Each step of the way, customers unlock a virtual badge and once all badges are earned, they receive a custom Roastery filter to commemorate the moment and share on social media. The Shanghai Roastery digital experience is designed by Starbucks and powered by Alibaba Group’s scene-recognition technology. 

“We wanted to create a completely new brand experience for our customers,” said Emily Chang, senior vice president and chief marketing officer for Starbucks, China. “Coffee is already such a deeply sensorial experience, even before the first sip: from hearing the unmistakable sound of beans being freshly ground, to inhaling that rich aroma and sipping your perfect blend, brewed just right. We wanted to take that customer experience even further.”

Visitors who don’t download the Roastery app, but who have a QR code reader on their phone, can still have a virtual experience by scanning QR codes embedded around the Roastery that unlock insider information, invisible to the naked eye.

Mobile Ordering

Famed for its mobile ordering platform, Starbucks took this capability to the next level at its Shanghai Roastery. Digital designers didn’t want visitors to have to go stand in line to order. Instead, customers can look at the menu on the app, or point their phones at one of the icons hanging from the ceiling at various bars at the Roastery to see the menu unfold. Then, once they’ve explored, they can talk with one of the roaming baristas on the floor who will help them create and place an order exactly to their liking. The customer can pay on the spot and be digitally notified when their order is ready, along with the location where they can pick it up. 
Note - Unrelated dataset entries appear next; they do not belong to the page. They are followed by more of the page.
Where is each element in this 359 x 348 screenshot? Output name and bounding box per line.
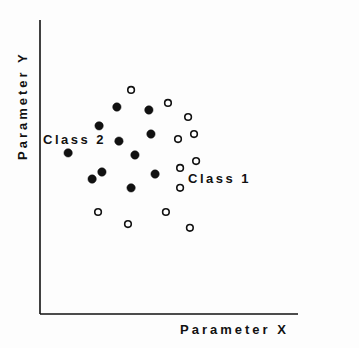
class-1-point [175, 136, 182, 143]
class-1-point [128, 87, 135, 94]
class-1-point [193, 158, 200, 165]
class-1-point [165, 100, 172, 107]
class-2-point [151, 170, 159, 178]
class-1-point [191, 131, 198, 138]
class-2-point [147, 130, 155, 138]
class-2-point [64, 149, 72, 157]
y-axis-label: Parameter Y [15, 51, 30, 160]
class-2-point [95, 122, 103, 130]
class-2-point [115, 137, 123, 145]
class-2-point [127, 184, 135, 192]
class-2-point [88, 175, 96, 183]
class-1-point [185, 114, 192, 121]
class-2-label: Class 2 [43, 132, 106, 147]
class-1-point [177, 185, 184, 192]
class-2-point [145, 106, 153, 114]
class-1-point [95, 209, 102, 216]
class-2-point [131, 151, 139, 159]
class-1-label: Class 1 [188, 171, 251, 186]
class-1-point [125, 221, 132, 228]
x-axis-label: Parameter X [180, 322, 289, 337]
axes [40, 20, 298, 314]
data-points [64, 87, 199, 231]
class-1-point [177, 165, 184, 172]
class-1-point [163, 209, 170, 216]
class-1-point [187, 225, 194, 232]
class-2-point [113, 103, 121, 111]
class-2-point [98, 168, 106, 176]
scatter-chart: Parameter X Parameter Y Class 2 Class 1 [0, 0, 359, 348]
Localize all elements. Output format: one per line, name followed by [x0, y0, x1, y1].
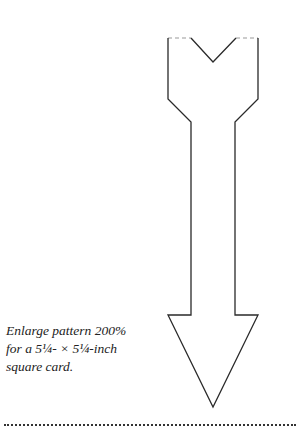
instruction-caption: Enlarge pattern 200% for a 5¼- × 5¼-inch… [6, 322, 166, 376]
dotted-divider [4, 424, 296, 426]
caption-line: square card. [6, 358, 166, 376]
caption-line: for a 5¼- × 5¼-inch [6, 340, 166, 358]
arrow-outline [191, 38, 236, 62]
arrow-body-outline [168, 38, 258, 407]
caption-line: Enlarge pattern 200% [6, 322, 166, 340]
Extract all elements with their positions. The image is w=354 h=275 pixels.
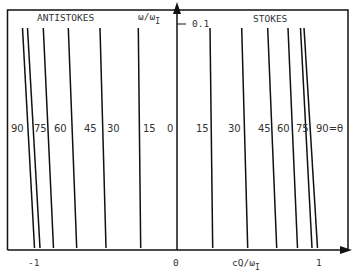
angle-label: 75 bbox=[34, 123, 47, 134]
angle-label: 30 bbox=[107, 123, 120, 134]
angle-label: 60 bbox=[277, 123, 290, 134]
angle-label: 90 bbox=[11, 123, 24, 134]
x-axis-arrow-icon bbox=[340, 246, 352, 254]
angle-label: 60 bbox=[54, 123, 67, 134]
line-as-60 bbox=[43, 28, 53, 248]
stokes-label: STOKES bbox=[253, 13, 288, 24]
angle-label: 15 bbox=[196, 123, 209, 134]
x-tick-label: 1 bbox=[316, 257, 322, 268]
angle-label: 15 bbox=[143, 123, 156, 134]
line-as-75 bbox=[28, 28, 41, 248]
x-tick-label: 0 bbox=[173, 257, 179, 268]
angle-label: 45 bbox=[258, 123, 271, 134]
antistokes-label: ANTISTOKES bbox=[37, 12, 94, 23]
angle-labels-right: 15 30 45 60 75 90=θ bbox=[196, 123, 343, 134]
line-s-15 bbox=[210, 28, 213, 248]
angle-label: 45 bbox=[84, 123, 97, 134]
line-s-60 bbox=[288, 28, 298, 248]
y-axis-arrow-icon bbox=[173, 2, 181, 14]
x-tick-labels: -1 0 1 bbox=[28, 257, 322, 268]
line-as-45 bbox=[68, 28, 76, 248]
angle-label: 75 bbox=[296, 123, 309, 134]
x-tick-label: -1 bbox=[28, 257, 40, 268]
line-s-45 bbox=[268, 28, 277, 248]
angle-label: 30 bbox=[228, 123, 241, 134]
line-s-30 bbox=[242, 28, 248, 248]
line-as-30 bbox=[100, 28, 106, 248]
angle-label: 0 bbox=[167, 123, 173, 134]
dispersion-diagram: ANTISTOKES STOKES ω/ωI 0.1 90 75 60 45 3… bbox=[0, 0, 354, 275]
angle-labels-left: 90 75 60 45 30 15 0 bbox=[11, 123, 173, 134]
antistokes-lines bbox=[23, 28, 141, 248]
stokes-lines bbox=[210, 28, 318, 248]
y-axis-label: ω/ωI bbox=[138, 11, 160, 26]
line-as-15 bbox=[138, 28, 140, 248]
y-tick-label: 0.1 bbox=[192, 18, 209, 29]
line-as-90 bbox=[23, 28, 35, 248]
x-axis-label: cQ/ωI bbox=[232, 257, 260, 272]
angle-label: 90=θ bbox=[316, 123, 343, 134]
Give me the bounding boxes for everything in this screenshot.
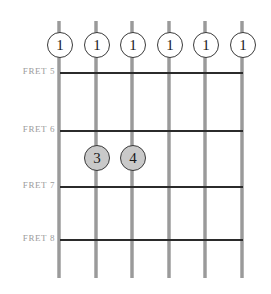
fret-label-6: FRET 6 [13, 124, 55, 134]
fret-line-6 [60, 130, 243, 132]
fret-label-5: FRET 5 [13, 66, 55, 76]
finger-dot-1-string-6[interactable]: 1 [230, 32, 256, 58]
finger-dot-label: 1 [56, 37, 64, 52]
finger-dot-4-string-3[interactable]: 4 [120, 145, 146, 171]
finger-dot-label: 4 [129, 150, 137, 165]
finger-dot-3-string-2[interactable]: 3 [84, 145, 110, 171]
fret-line-8 [60, 239, 243, 241]
fret-label-7: FRET 7 [13, 180, 55, 190]
finger-dot-1-string-5[interactable]: 1 [193, 32, 219, 58]
finger-dot-label: 1 [202, 37, 210, 52]
finger-dot-1-string-2[interactable]: 1 [84, 32, 110, 58]
fret-label-8: FRET 8 [13, 233, 55, 243]
finger-dot-1-string-4[interactable]: 1 [157, 32, 183, 58]
finger-dot-label: 3 [93, 150, 101, 165]
fret-line-5 [60, 72, 243, 74]
fret-line-7 [60, 186, 243, 188]
fretboard-diagram: FRET 5FRET 6FRET 7FRET 8 11111134 [0, 0, 271, 294]
finger-dot-label: 1 [129, 37, 137, 52]
finger-dot-1-string-1[interactable]: 1 [47, 32, 73, 58]
finger-dot-label: 1 [166, 37, 174, 52]
finger-dot-label: 1 [239, 37, 247, 52]
finger-dot-label: 1 [93, 37, 101, 52]
finger-dot-1-string-3[interactable]: 1 [120, 32, 146, 58]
If visitors want to understand more about the particular way their coffee is being brewed by a barista, all they have to do is point their phone at one of the icons that hang from the ceiling  to enter a virtual world and see the method demonstrated right on their screen.

“With AR, we are able to go beyond educating, enabling and engaging, to empowering our customers to experience the space on their own terms,” Chang said.

Industry Implications

Starbucks, often hailed as an innovative technology leader, is expertly experimenting with how to continuously draw consumers back to their physical stores, according to Ajay Paul, Director Travel, Transportation and Hospitality Lead at Information Services Group (ISG).

"Starbucks is a traditional brick-and-mortar operation," he says. "It continues to open stores worldwide even though retailers have experienced tremendous disruption due to the prevalence of e-commerce tools that have changed the way we all shop. But AR creates an experience, a content-rich environment so that customers want to come to the restaurant."

Using AR to incentivize customers to visit the Roastery is very logical, agrees Robert Haslehurst, Managing Director, at L.E.K. Consulting. It helps give customers a wow factor and reason to recommend a visit; it helps Starbucks tell the stories behind their Reserve coffees; and it drives app downloads and press buzz.

"What’s more, this experience minimizes the pain point around transaction (waiting in line), and enables personalization (each person can have their own tour/experience)," Haslehurst adds. "And it does all of that without a big investment in in-store physical technology that will soon be tired and obsolete."

Restaurants could similarly offer customers an AR experience at their locations, Paul notes. For instance, they could create virtual badges to enhance loyalty, offer discounts tied to the AR program, or even provide diners with a video showing a menu item being prepared by the chef.

Haslehurst believes that restaurants could also use AR menu experiences to showcase dishes in context (e.g., portion size), so consumers can understand dishes or be tempted to pay more for a different dish. However, he believes restaurants have to be realistic about adoption and see AR as just one communication channel to the customer to supplement great customer service and existing menus.

"At the end of the day, it's all about connecting with your customer," Paul notes.